`CICATRIX. (Fr. Cicatrice ; Germ. Narbe.) When from accident or disease a portion of any organ in the body has been destroyed, a process is set up by Nature for the repair of the breach, a new structure is generated, which possesses many properties of conside rable interest and importance both in a phy siological and a pathological view. The new formation constitutes what is termed a cicatrix, and the process by which it is completed, the process of cicatrization. We shall in this article give a general view both of the mode of of repair and of the product when completed.
The restorative process, when a part of the skin has been destroyed, is extremely in teresting. The first stage varies according as the part is removed at once, as by exci sion, or secondarily, as by sloughing. The immediate effect of removing a portion of skin is, that the surrounding integument, by its inherent elasticity, retracts, and to a certain extent, enlarges the breach made by the wound. In a short time after the infliction of the injury inflammation and suppuration take place. As the next step, fibrine is effused, which very shortly becoming organized, constitutes those red, soft, roundish elevations known by the name of granulations. As these form, a con traction of them occurs, by which the edges of the sore,which had at first retracted, are now brought back again towards their original si tuation.
John Hunter informs us that this contracting tendency in the granulations is in some degree proportioned to the general healing disposition of the sore, and the looseness of the parts on which the granulations are formed, for when there is not a tendency to skin, the granulations do not so readily contract.1' The contraction continues till the whole is healed over, but its greatest effect is at the beginning; one cause of which is that the resistance to it from the surrounding parts is then least.
While this is going on within the circum ference of the sore, and immediately pre ceding the commencement of actual cicatri zation, the surrounding old skin, close to the granulations, becomes smooth and rounded with a whitish cast, as if covered with some thing white, and the nearer to the cicatrizing edge, the more white it is. At this moment the process of cicatrization is actually begin ning, and the new cuticle may now be ob served to be spreading from the circumference of the sore towards the centre, not uniformly, but creeping irregularly over the granulations, or rather formed irregularly from them, but always, in recent sores, spreading in a con tinuous surface from the circumference. In large and old ulcers, however, in which the edges of the surrounding skin have but little tendency to contract, or the cellular membrane underneath to yield, the old skin also having but little disposition to skinning in itself, the nearest granulations do not receive from it a cicatrizing tendency. In such cases new skin
forms in different parts of the ulcer, standing upon the surface of the granulations like little islands. The rapidity with which the skinning process takes place in this stage is but an un certain criterion whereby to judge of the time that will be occupied in the cure. Generally speaking, the latter stages of the process are much slower than the earlier, particularly when the breach of surface has been large.
And here a question arises : is the new skin that is formed the result of an altered state of the granulations themselves, or is it an entirely new product from them ? Bichat inclined to the former opinion, holding that the granu lations having discharged their fluid contents, collapsed, and uniting one to another, became converted into the uniform smooth membrane in question. Hunter, on the contrary, con sidered the new cutis as a new product, the secretion of the granulations. Our own ob servations lead us to adopt the opinion of Bichat. It seems that, as soon as the surface of a granulation is covered over with epidermis, which is often the case before the least shrink ing or collapse of the granulation occurs, then the secreting orifices of those numerous vessels of the granulation which had hitherto been pouring out pus are now sealed up, and having no longer any use, the same change takes place which occurs in other parts of the system similarly circumstanced : an or gan no longer in use shrinks and the fluid parts become absorbed, and the elevated soft and spongy granulations shrink into the thin and somewhat dense fibrous structure of the cicatrix. We cannot agree with the opinion of M. Dupuytren, that the chorion is formed first, and the epidermis added subsequently, since we have often detected the epidermis creeping over granulations so little altered in appearance that its presence could only be dis covered by placing the part in such a light that its dry shining surface could be distin guished from the soft villous appearance of the neighbouring granulations. The process of contraction, we believe, generally, if not always, does not precede but follows the formation of the cuticle, and consequently the cutis formed by this contraction does in the order of time follow the cuticle. The reason of this we can not explain, but of the fact we cannot doubt; and this fact accounts for the very slow formation of the cuticle in the first healing of an ulcer where that membrane is formed from the granulations. The organization of these bodies may be said to be much inferior to that of the cutis when completed; hence, when the cuticle of a cicatrix is abraded, it is readily formed again, because it has now a more perfect organ to secrete it.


Restate the entries below verbatim.

**Provided entries**
[Start of Attachment]

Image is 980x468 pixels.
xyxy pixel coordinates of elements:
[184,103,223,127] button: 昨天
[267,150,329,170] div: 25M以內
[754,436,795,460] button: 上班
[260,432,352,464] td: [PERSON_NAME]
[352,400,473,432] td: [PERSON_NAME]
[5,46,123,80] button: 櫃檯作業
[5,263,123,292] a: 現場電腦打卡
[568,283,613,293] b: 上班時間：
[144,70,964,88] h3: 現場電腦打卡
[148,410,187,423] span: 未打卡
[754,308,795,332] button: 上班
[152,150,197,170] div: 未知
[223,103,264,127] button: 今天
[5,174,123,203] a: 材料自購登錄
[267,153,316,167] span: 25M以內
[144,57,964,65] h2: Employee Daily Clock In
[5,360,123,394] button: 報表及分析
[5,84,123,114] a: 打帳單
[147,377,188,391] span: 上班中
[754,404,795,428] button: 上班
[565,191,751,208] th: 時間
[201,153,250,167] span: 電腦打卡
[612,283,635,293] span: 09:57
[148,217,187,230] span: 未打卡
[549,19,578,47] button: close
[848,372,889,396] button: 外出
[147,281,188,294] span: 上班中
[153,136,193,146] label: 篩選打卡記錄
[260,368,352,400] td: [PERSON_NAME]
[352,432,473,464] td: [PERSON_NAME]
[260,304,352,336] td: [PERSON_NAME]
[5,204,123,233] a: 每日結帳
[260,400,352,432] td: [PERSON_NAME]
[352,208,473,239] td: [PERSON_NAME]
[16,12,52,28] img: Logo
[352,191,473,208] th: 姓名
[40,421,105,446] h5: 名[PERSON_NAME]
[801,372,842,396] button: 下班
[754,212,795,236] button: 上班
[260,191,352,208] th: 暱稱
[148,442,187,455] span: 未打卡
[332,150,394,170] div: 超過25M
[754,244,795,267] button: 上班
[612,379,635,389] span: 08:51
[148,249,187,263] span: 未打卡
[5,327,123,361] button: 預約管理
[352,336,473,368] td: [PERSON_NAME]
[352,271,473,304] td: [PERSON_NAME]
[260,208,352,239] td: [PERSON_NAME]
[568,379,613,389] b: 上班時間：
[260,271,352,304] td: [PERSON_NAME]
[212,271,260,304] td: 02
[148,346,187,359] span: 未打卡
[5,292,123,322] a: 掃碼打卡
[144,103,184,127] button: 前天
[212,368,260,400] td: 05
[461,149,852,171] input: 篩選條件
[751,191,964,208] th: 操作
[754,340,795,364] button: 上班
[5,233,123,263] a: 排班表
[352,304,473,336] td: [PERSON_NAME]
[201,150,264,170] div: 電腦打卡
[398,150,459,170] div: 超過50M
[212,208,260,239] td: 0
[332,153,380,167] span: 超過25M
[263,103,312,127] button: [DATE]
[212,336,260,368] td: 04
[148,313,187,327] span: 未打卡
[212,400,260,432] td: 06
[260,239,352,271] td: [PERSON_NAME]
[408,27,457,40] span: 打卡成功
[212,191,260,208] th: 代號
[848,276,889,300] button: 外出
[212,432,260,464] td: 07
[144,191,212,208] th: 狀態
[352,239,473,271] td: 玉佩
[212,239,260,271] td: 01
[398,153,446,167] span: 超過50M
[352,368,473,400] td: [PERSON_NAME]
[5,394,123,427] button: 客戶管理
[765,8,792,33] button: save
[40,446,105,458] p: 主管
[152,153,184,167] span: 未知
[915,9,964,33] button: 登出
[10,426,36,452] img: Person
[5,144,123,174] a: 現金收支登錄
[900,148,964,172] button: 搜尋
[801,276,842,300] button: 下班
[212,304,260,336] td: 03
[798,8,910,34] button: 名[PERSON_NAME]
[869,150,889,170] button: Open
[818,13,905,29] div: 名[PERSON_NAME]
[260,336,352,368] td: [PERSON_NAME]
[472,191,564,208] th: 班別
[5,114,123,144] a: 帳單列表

[End of Attachment]

**Solution to the exercise**
Image is 980x468 pixels.
xyxy pixel coordinates of elements:
[184,103,223,127] button: 昨天
[267,150,329,170] div: 25M以內
[754,436,795,460] button: 上班
[260,432,352,464] td: [PERSON_NAME]
[352,400,473,432] td: [PERSON_NAME]
[5,46,123,80] button: 櫃檯作業
[5,263,123,292] a: 現場電腦打卡
[568,283,613,293] b: 上班時間：
[144,70,964,88] h3: 現場電腦打卡
[148,410,187,423] span: 未打卡
[754,308,795,332] button: 上班
[152,150,197,170] div: 未知
[223,103,264,127] button: 今天
[5,174,123,203] a: 材料自購登錄
[267,153,316,167] span: 25M以內
[144,57,964,65] h2: Employee Daily Clock In
[5,360,123,394] button: 報表及分析
[5,84,123,114] a: 打帳單
[147,377,188,391] span: 上班中
[754,404,795,428] button: 上班
[565,191,751,208] th: 時間
[201,153,250,167] span: 電腦打卡
[612,283,635,293] span: 09:57
[148,217,187,230] span: 未打卡
[549,19,578,47] button: close
[848,372,889,396] button: 外出
[147,281,188,294] span: 上班中
[153,136,193,146] label: 篩選打卡記錄
[260,368,352,400] td: [PERSON_NAME]
[352,432,473,464] td: [PERSON_NAME]
[260,304,352,336] td: [PERSON_NAME]
[5,204,123,233] a: 每日結帳
[260,400,352,432] td: [PERSON_NAME]
[352,208,473,239] td: [PERSON_NAME]
[16,12,52,28] img: Logo
[352,191,473,208] th: 姓名
[40,421,105,446] h5: 名[PERSON_NAME]
[801,372,842,396] button: 下班
[754,212,795,236] button: 上班
[260,191,352,208] th: 暱稱
[148,442,187,455] span: 未打卡
[332,150,394,170] div: 超過25M
[754,244,795,267] button: 上班
[612,379,635,389] span: 08:51
[148,249,187,263] span: 未打卡
[5,327,123,361] button: 預約管理
[352,336,473,368] td: [PERSON_NAME]
[352,271,473,304] td: [PERSON_NAME]
[260,208,352,239] td: [PERSON_NAME]
[568,379,613,389] b: 上班時間：
[260,271,352,304] td: [PERSON_NAME]
[212,271,260,304] td: 02
[148,346,187,359] span: 未打卡
[5,292,123,322] a: 掃碼打卡
[144,103,184,127] button: 前天
[212,368,260,400] td: 05
[461,149,852,171] input: 篩選條件
[751,191,964,208] th: 操作
[754,340,795,364] button: 上班
[5,233,123,263] a: 排班表
[352,304,473,336] td: [PERSON_NAME]
[201,150,264,170] div: 電腦打卡
[398,150,459,170] div: 超過50M
[212,208,260,239] td: 0
[332,153,380,167] span: 超過25M
[263,103,312,127] button: [DATE]
[212,336,260,368] td: 04
[148,313,187,327] span: 未打卡
[212,400,260,432] td: 06
[260,239,352,271] td: [PERSON_NAME]
[408,27,457,40] span: 打卡成功
[212,191,260,208] th: 代號
[848,276,889,300] button: 外出
[212,432,260,464] td: 07
[144,191,212,208] th: 狀態
[352,239,473,271] td: 玉佩
[212,239,260,271] td: 01
[398,153,446,167] span: 超過50M
[352,368,473,400] td: [PERSON_NAME]
[5,394,123,427] button: 客戶管理
[765,8,792,33] button: save
[40,446,105,458] p: 主管
[152,153,184,167] span: 未知
[915,9,964,33] button: 登出
[10,426,36,452] img: Person
[5,144,123,174] a: 現金收支登錄
[900,148,964,172] button: 搜尋
[801,276,842,300] button: 下班
[212,304,260,336] td: 03
[798,8,910,34] button: 名[PERSON_NAME]
[869,150,889,170] button: Open
[818,13,905,29] div: 名[PERSON_NAME]
[260,336,352,368] td: [PERSON_NAME]
[472,191,564,208] th: 班別
[5,114,123,144] a: 帳單列表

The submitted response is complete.